The Scotch have this beautiful saying: “The feckless (witless) are God’s peculiar care.” And it seemed as if this blighted one, Joe Belden, were, indeed, His peculiar favorite; as if, in the furnace of pain, with his worldly wisdom had also been consumed all of meanness, and selfishness, and hardness.
Jotham grew up very watchful of the interests of all about him. No fellow-being was too low or too sinful to claim his pity; no creature of God too mean to share his love and protection. Being weak in body, he had never toiled for his bread. When in the house, he read, in stammering accents, to his mother, held the yarn while she wound it, and performed any little task she required. This all done, he would stroll out, as he said, to see that all was right in town. He would go to a house where there was sickness, look anxiously up at the windows, and hang patiently round the gate till spoken to. Then he would ask, “Want anybody to go for the doctor? Want any jelly? Want burdocks, or horseradish, or anything?”
If sent for the doctor, or allowed to dig herbs for the sufferer, he was the happiest man in town; if nothing was wanted there, he would wander off to the lonely poor-house—a long, red building, in a barren waste, looking as if erected to teach men and women that they had no business to be old and poor, and that they must be punished for it. Here his were like angels’ visits in the joy they brought. His pockets were an unfathomable depth; heavy with jack-knives, gimlets, screws, nails, buttons, keys, chalk, cinnamon, cloves, and lozenges, and the thousand innumerable trifles which become treasures in such a blank as this poor-house was.
Jotham’s coming made more commotion than a peddler’s; for although he brought far less stores, either in quantity or quality, they could get his as they could not the other’s, for want of money. Newspapers, tracts, and, occasionally, a book, were among his gifts; and perhaps He who seeth not as man seeth, regarded and blessed these weak efforts as He does not always the gold and the silver which rich men cast into the treasury.
One spring day, after an unusually severe winter, Jotham presented himself before his mother in a blue farm-frock, with his pants tucked into a pair of two capacious cowhide boots.
“Why, my son, are you going to work?” the old lady asked, in surprise.
“Yes, Hans has plowed the three-cornered field for me, and I’m going to sow grain myself,” he cried, triumphantly.
“But that’s poor soil, dear boy, and it’s far from the house. There are stones there, and you cannot gather your crop if any grows,” said his mother.
“They’ll gather the crops themselves, mother; they don’t need any sickle, nor any one to teach them. God teaches them how to get in their harvest,” was Jotham’s reply.
“Whom are you talking about, Jotham,” asked his mother, in surprise.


### INSTRUCTIONS FOR THE TASK
Each entry that follows should be set down precisely, with its pictures removed.

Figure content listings
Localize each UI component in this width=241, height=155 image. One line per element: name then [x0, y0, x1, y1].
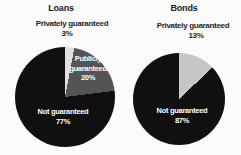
loans-privately-guaranteed-label: Privately guaranteed — [32, 19, 112, 29]
loans-publicly-guaranteed-label: Publicly guaranteed 20% — [64, 54, 112, 83]
bonds-privately-guaranteed-label: Privately guaranteed — [153, 21, 233, 31]
slice-label-text: Publicly guaranteed — [69, 54, 106, 73]
slice-pct-text: 77% — [18, 117, 108, 127]
loans-pie: Publicly guaranteed 20% Not guaranteed 7… — [15, 47, 115, 147]
slice-label-text: Not guaranteed — [157, 106, 208, 115]
loans-privately-guaranteed-pct: 3% — [27, 29, 107, 39]
loans-chart-title: Loans — [21, 3, 101, 13]
bonds-not-guaranteed-label: Not guaranteed 87% — [137, 106, 227, 125]
slice-pct-text: 20% — [64, 73, 112, 83]
slice-label-text: Not guaranteed — [38, 107, 89, 116]
loans-not-guaranteed-label: Not guaranteed 77% — [18, 107, 108, 126]
dual-pie-figure: Loans Privately guaranteed 3% Publicly g… — [0, 0, 241, 155]
slice-pct-text: 87% — [137, 116, 227, 126]
bonds-privately-guaranteed-pct: 13% — [156, 31, 236, 41]
bonds-pie: Not guaranteed 87% — [133, 53, 225, 145]
bonds-chart-title: Bonds — [144, 3, 224, 13]
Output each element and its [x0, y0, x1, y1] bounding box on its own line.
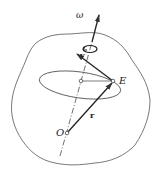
path-center-point [79, 79, 83, 83]
point-E [111, 79, 115, 83]
E-label: E [118, 75, 127, 86]
angular-velocity-vector [92, 15, 99, 42]
v-label: v [79, 50, 85, 60]
r-label: r [90, 110, 95, 120]
O-label: O [56, 127, 64, 138]
point-O [65, 131, 69, 135]
rigid-body-rotation-diagram: ω v E O r [0, 0, 160, 175]
omega-label: ω [76, 10, 84, 20]
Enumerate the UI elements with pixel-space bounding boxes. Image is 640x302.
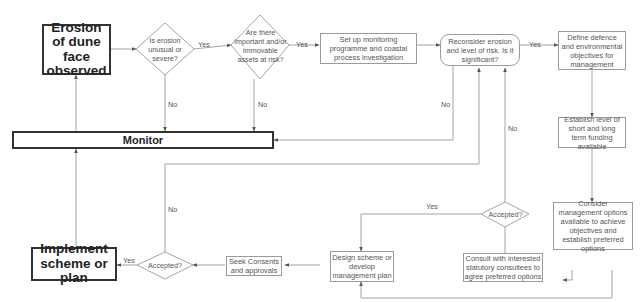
node-establish-funding: Establish level of short and long term f… <box>558 117 626 148</box>
node-implement: Implement scheme or plan <box>31 247 117 281</box>
node-monitor: Monitor <box>12 131 274 149</box>
label-reconsider-no: No <box>441 100 450 109</box>
node-accepted-right: Accepted? <box>483 208 528 220</box>
label-accepted-left-no: No <box>168 205 177 214</box>
node-reconsider: Reconsider erosion and level of risk. Is… <box>440 34 520 66</box>
node-define-objectives: Define defence and environmental objecti… <box>558 31 626 70</box>
node-setup-monitoring: Set up monitoring programme and coastal … <box>320 33 417 64</box>
label-assets-no: No <box>258 100 267 109</box>
label-accepted-left-yes: Yes <box>123 256 135 265</box>
node-is-unusual: Is erosion unusual or severe? <box>140 33 190 65</box>
label-accepted-right-yes: Yes <box>426 202 438 211</box>
label-assets-yes: Yes <box>296 40 308 49</box>
node-accepted-left: Accepted? <box>141 259 189 271</box>
node-consult: Consult with interested statutory consul… <box>463 253 543 282</box>
label-accepted-right-no: No <box>508 124 517 133</box>
flowchart: Erosion of dune face observed Is erosion… <box>0 0 640 302</box>
label-reconsider-yes: Yes <box>529 40 541 49</box>
label-unusual-yes: Yes <box>198 40 210 49</box>
node-design-scheme: Design scheme or develop management plan <box>330 251 394 282</box>
node-seek-consents: Seek Consents and approvals <box>226 256 282 276</box>
node-erosion-observed: Erosion of dune face observed <box>42 24 111 75</box>
node-consider-options: Consider management options available to… <box>553 202 633 250</box>
node-assets-at-risk: Are there important and/or immovable ass… <box>232 27 289 65</box>
label-unusual-no: No <box>168 100 177 109</box>
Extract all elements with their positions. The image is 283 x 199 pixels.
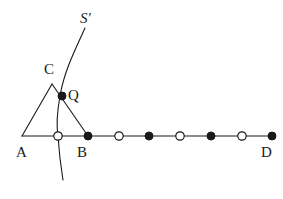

### ANSWER TO THIS PROBLEM
Localize each UI component in this width=241, height=155 image. One line per element: name then [x0, y0, x1, y1].
loans-privately-guaranteed-label: Privately guaranteed — [32, 19, 112, 29]
loans-publicly-guaranteed-label: Publicly guaranteed 20% — [64, 54, 112, 83]
bonds-privately-guaranteed-label: Privately guaranteed — [153, 21, 233, 31]
slice-label-text: Publicly guaranteed — [69, 54, 106, 73]
slice-pct-text: 77% — [18, 117, 108, 127]
loans-pie: Publicly guaranteed 20% Not guaranteed 7… — [15, 47, 115, 147]
slice-label-text: Not guaranteed — [157, 106, 208, 115]
loans-privately-guaranteed-pct: 3% — [27, 29, 107, 39]
loans-chart-title: Loans — [21, 3, 101, 13]
bonds-not-guaranteed-label: Not guaranteed 87% — [137, 106, 227, 125]
slice-pct-text: 20% — [64, 73, 112, 83]
slice-label-text: Not guaranteed — [38, 107, 89, 116]
loans-not-guaranteed-label: Not guaranteed 77% — [18, 107, 108, 126]
dual-pie-figure: Loans Privately guaranteed 3% Publicly g… — [0, 0, 241, 155]
slice-pct-text: 87% — [137, 116, 227, 126]
bonds-privately-guaranteed-pct: 13% — [156, 31, 236, 41]
bonds-pie: Not guaranteed 87% — [133, 53, 225, 145]
bonds-chart-title: Bonds — [144, 3, 224, 13]
Output each element and its [x0, y0, x1, y1] bounding box on its own line.
path-center-point [79, 79, 83, 83]
point-E [111, 79, 115, 83]
E-label: E [118, 75, 127, 86]
angular-velocity-vector [92, 15, 99, 42]
v-label: v [79, 50, 85, 60]
r-label: r [90, 110, 95, 120]
O-label: O [56, 127, 64, 138]
point-O [65, 131, 69, 135]
rigid-body-rotation-diagram: ω v E O r [0, 0, 160, 175]
omega-label: ω [76, 10, 84, 20]
Enumerate the UI elements with pixel-space bounding boxes. Image is 640x302.
node-establish-funding: Establish level of short and long term f… <box>558 117 626 148</box>
node-implement: Implement scheme or plan <box>31 247 117 281</box>
node-monitor: Monitor <box>12 131 274 149</box>
label-reconsider-no: No <box>441 100 450 109</box>
node-accepted-right: Accepted? <box>483 208 528 220</box>
label-accepted-left-no: No <box>168 205 177 214</box>
node-reconsider: Reconsider erosion and level of risk. Is… <box>440 34 520 66</box>
node-define-objectives: Define defence and environmental objecti… <box>558 31 626 70</box>
node-setup-monitoring: Set up monitoring programme and coastal … <box>320 33 417 64</box>
label-assets-no: No <box>258 100 267 109</box>
label-accepted-left-yes: Yes <box>123 256 135 265</box>
node-is-unusual: Is erosion unusual or severe? <box>140 33 190 65</box>
label-accepted-right-yes: Yes <box>426 202 438 211</box>
label-assets-yes: Yes <box>296 40 308 49</box>
node-accepted-left: Accepted? <box>141 259 189 271</box>
node-consult: Consult with interested statutory consul… <box>463 253 543 282</box>
label-accepted-right-no: No <box>508 124 517 133</box>
flowchart: Erosion of dune face observed Is erosion… <box>0 0 640 302</box>
label-reconsider-yes: Yes <box>529 40 541 49</box>
label-unusual-yes: Yes <box>198 40 210 49</box>
node-design-scheme: Design scheme or develop management plan <box>330 251 394 282</box>
node-seek-consents: Seek Consents and approvals <box>226 256 282 276</box>
node-erosion-observed: Erosion of dune face observed <box>42 24 111 75</box>
node-consider-options: Consider management options available to… <box>553 202 633 250</box>
node-assets-at-risk: Are there important and/or immovable ass… <box>232 27 289 65</box>
label-unusual-no: No <box>168 100 177 109</box>
Extract all elements with their positions. The image is 283 x 199 pixels.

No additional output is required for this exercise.